Advertisement

Fiorina’s billionaire backers

Share

California, birthplace of the modern environmental movement, remains one of the greenest of blue states, even while it struggles to cope with levels of unemployment unseen since the Depression.

That makes the budding relationship between Republican senatorial candidate Carly Fiorina and billionaire industrialists David and Charles Koch all the odder. The Kochs own and run America’s second-largest privately held company, Koch Industries — an amalgam of oil, gas, pipeline, chemical, fertilizer and wood products companies, including Georgia-Pacific. Lump them together, and the Koch brothers have the country’s third-largest fortune — $35 billion — after Bill Gates and Warren Buffett.

According to a New Yorker profile, the Koch brothers’ father was one of the original members of the John Birch Society, and his sons embraced his conservative politics, ultimately drifting into the anarchist-inflected wing of the libertarian movement. They’re currently major funders of the “tea party” and of conservative Republican candidates across the country.

Though one brother lives in Wichita, Kan., and the other in Manhattan, they seem to be taking a particular interest in California politics this year. They helped mount the campaign for Proposition 23, the ballot measure that essentially would gut AB 32, the state law mandating lower carbon emissions as a step toward addressing global warming. A Koch Industries PAC has also donated $5,000 to Fiorina, and the company was among the sponsors of a Washington fundraiser for her Thursday night.

After a good deal of back and forth, Fiorina — who also supports offshore oil drilling, another Koch favorite — recently endorsed Proposition 23, just as the Koch brothers’ company pumped $1 million into its campaign. This month, Sacramento Bee columnist Dan Morain noted that, while the brothers’ oil companies stand to profit mightily from Proposition 23’s passage, they also have an interest in seeing that other states don’t emulate California’s attempt to reduce carbon emissions. Two years ago, this state adopted model air-quality regulations curbing cancer-causing emissions of formaldehyde in the forest products industry. Federal interest in adopting similar curbs is causing Georgia-Pacific no end of grief.

As the New Yorker’s Jane Mayer wrote recently in the first detailed journalistic profile of the Kochs and their activities, they “are longtime libertarians who believe in drastically lower personal and corporate taxes, minimal social services for the needy and much less oversight of industry — especially environmental regulation.” Koch Industries was named recently in a study as “one of the top 10 air polluters in the United States,” the article noted, and “Greenpeace issued a report identifying the company as a ‘kingpin of climate science denial.’ The report showed that, from 2005 to 2008, the Kochs vastly outdid ExxonMobil in giving money to organizations fighting legislation related to climate change.”

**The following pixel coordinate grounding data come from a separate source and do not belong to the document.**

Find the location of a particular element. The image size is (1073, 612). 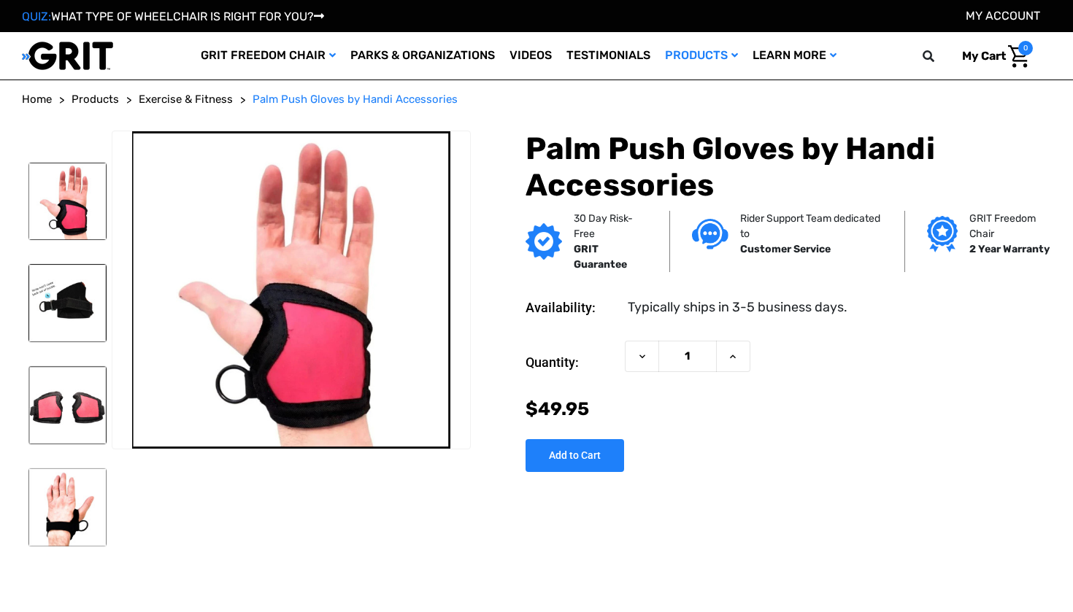

a: Cart with 0 items is located at coordinates (992, 56).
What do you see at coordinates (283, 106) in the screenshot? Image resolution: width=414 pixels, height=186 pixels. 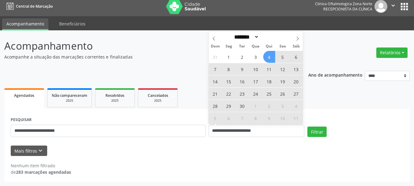 I see `span: Outubro 3, 2025` at bounding box center [283, 106].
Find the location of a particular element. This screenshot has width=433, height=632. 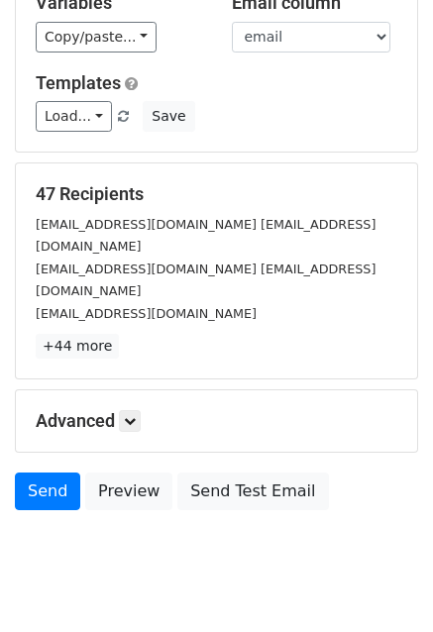

a: Templates is located at coordinates (78, 82).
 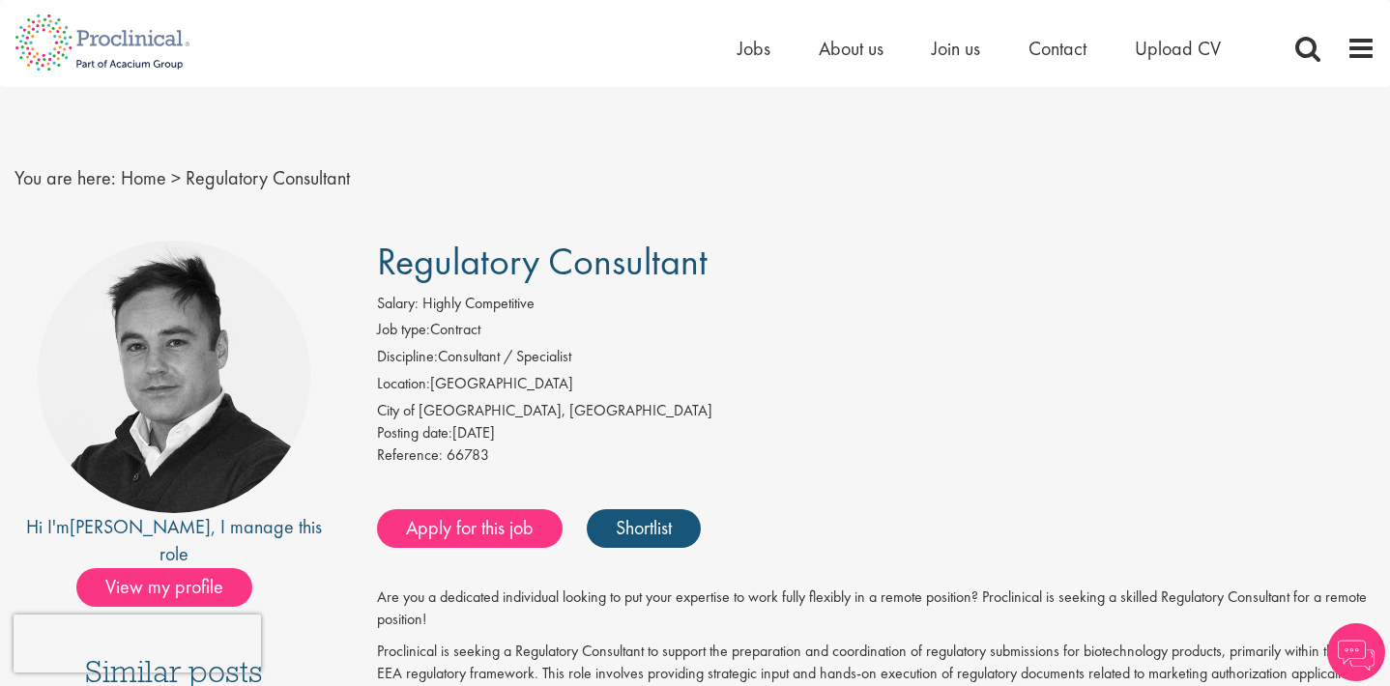 I want to click on img: imeage of recruiter Peter Duvall, so click(x=174, y=377).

For years, according to the New Yorker article, the brothers and their company funded organizations promoting “environmental skepticism,” including the notion that acid rain is “a myth.”

Charles Lewis, founder of the nonpartisan Center for Public Integrity, told Mayer that when it comes to the amount of money they donate to politics, “the Kochs are on a whole different level.... They are the Standard Oil of our times.”

Organizations that monitor employment practices also cite Koch Industries as one of the most ruthless exporters of American manufacturing jobs to foreign countries. Before she was ousted as chief executive of Hewlett-Packard, Fiorina laid off 30,000 workers and outsourced thousands of positions abroad, so perhaps the Kochs sense a kindred spirit.

It’s hard to see that many Californians will. Polls show that two-thirds of them support AB 32. They understand the threat posed by global warming, which — as Energy Secretary and Nobel physics laureate Steven Chu said in an interview last year — is a “local issue” here. Without greater controls on carbon emissions, Chu said, “you’re looking at a scenario where there’s no more agriculture in California. When you lose 70% of your water from the mountains, I don’t see how agriculture can continue. California produces 20% of the agriculture in the United States. I don’t actually see how they can keep their cities going.”

That’s a lot to risk, though Fiorina seems to believe not too much to keep the Kochs happy — and win a Senate seat.